The Nifty 50 and the BSE Sensex slipped 2.7% every for the week, their steepest weekly drop in nearly seven months.
The mid-cap index misplaced 4.6% and the small-caps slumped 5.1%.
All 16 main sectoral indexes ended within the pink the week, with IT and prescribed drugs falling essentially the most.
The IT index plunged nearly 8%, its steepest fall in about seven months, after Trump imposed a $100,000 price on new
H1-B visas.
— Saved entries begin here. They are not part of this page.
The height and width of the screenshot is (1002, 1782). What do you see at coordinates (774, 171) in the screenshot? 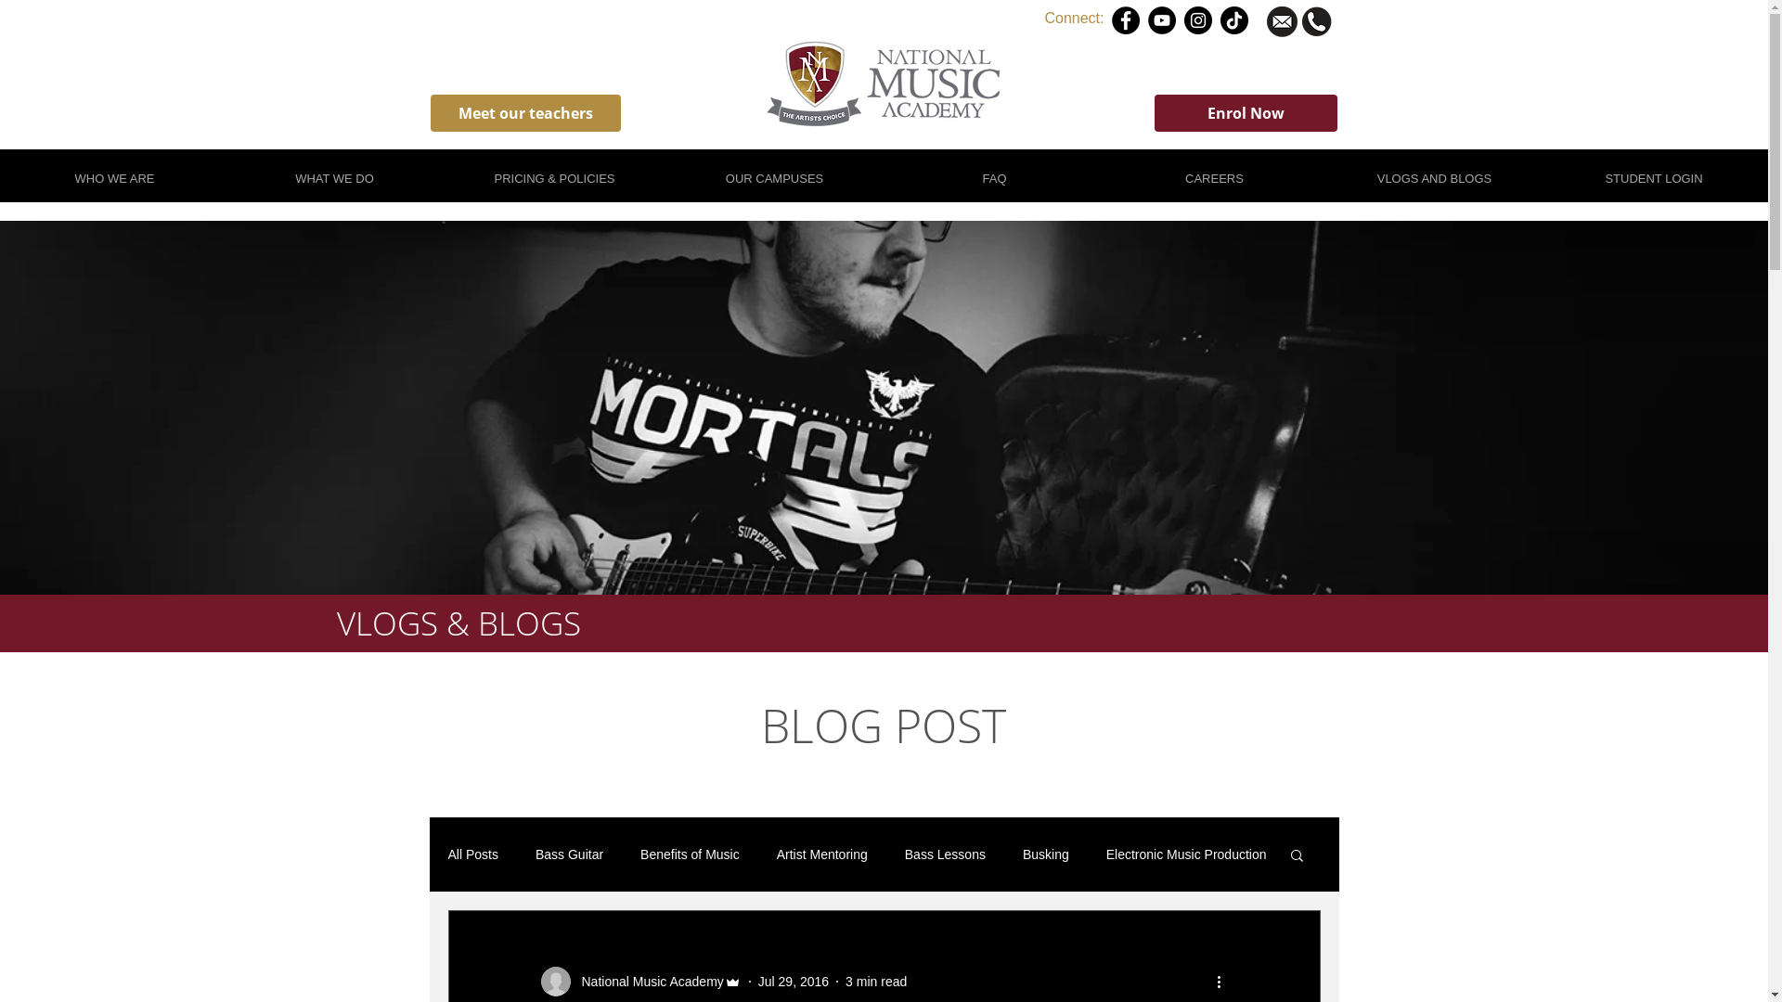
I see `OUR CAMPUSES` at bounding box center [774, 171].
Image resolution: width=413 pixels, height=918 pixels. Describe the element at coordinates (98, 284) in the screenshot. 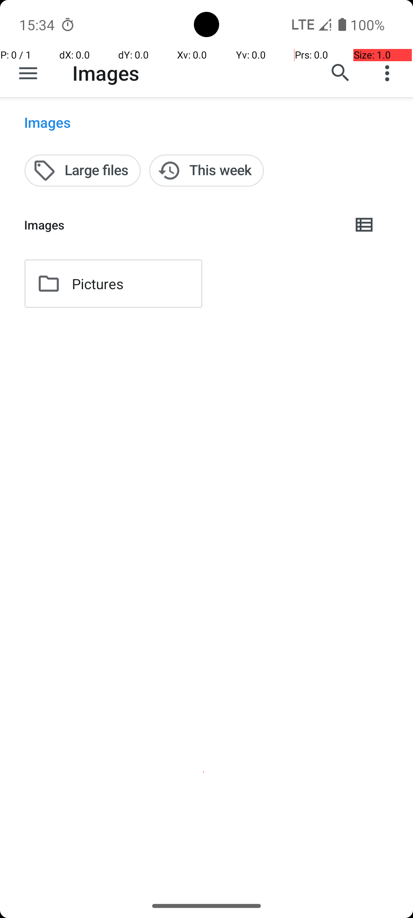

I see `Pictures` at that location.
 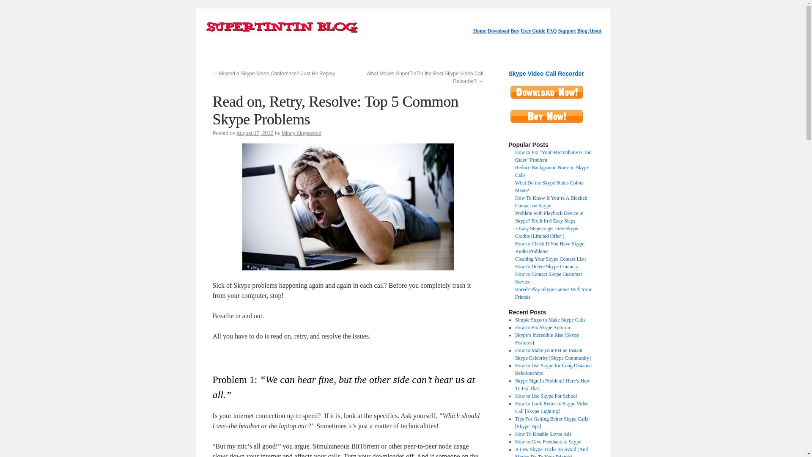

This might elevate prices for Indian IT corporations, which get a giant a part of income from the US.
The pharma index misplaced 2.1% on Friday and 5.2% for the week after Trump imposed 100% tariffs on branded and
patented medicines from October 1.
In the meantime, international traders resumed their sell-off after two weeks of shopping for. They offered Indian shares value about $1.4
billion within the first 4 days of the week, taking September’s internet gross sales to almost $2 billion.
Solely three Sensex and eight Nifty shares managed to remain within the inexperienced. Maruti Suzuki, Axis Financial institution and Larsen & Toubro
have been the highest gainers.
Tech Mahindra was the largest loser this week, falling 9.4%. It was adopted by TCS, which sank 8.5%. Wipro slumped
7.9%, Infosys misplaced nearly 6% and HCL Tech almost 5%.
Drugmakers Dr Reddy’s Labs, Cipla and Solar Pharma misplaced 4-5% every. Different large losers included retailer Trent, Jio Monetary,
Asian Paints, automakers Mahindra & Mahindra and Tata Motors, and Zomato dad or mum Everlasting.

Different Headlines
- Govt indicators Rs 62,370 crore deal to purchase Tejas fighter jets from Hindustan Aeronautics Ltd
- UK’s Nothing kinds $100 million JV with Optiemus Infracom to make smartphones in India
- Swiggy to promote complete stake in Rapido to WestBridge, Prosus for Rs 2,400 crore
- Walmart-backed PhonePe information DRHP for IPO, targets mid-2026 itemizing
- Eli Lilly plans to convey experimental weight-loss capsule orforglipron in India
- Glenmark unit to get license for most cancers drug from China’s Jiangsu Hengrui
- GST reforms to ease retail costs, increase consumption: RBI bulletin
- Waaree Energies beneath US probe for evading photo voltaic tariff duties, studies Bloomberg
- HSBC lifts Indian equities to ‘obese’ from ‘impartial’ as valuations engaging versus friends
- ONGC eyes acquisition of two.5-3 GW renewable vitality initiatives
- Accenture plans new campus in Andhra Pradesh, eyes including 12,000 jobs
- Tata Superior Techniques opens armoured autos plant in Morocco
- IndusInd Financial institution names Viral Damania as CFO
That’s all for this week. Till subsequent week, blissful investing!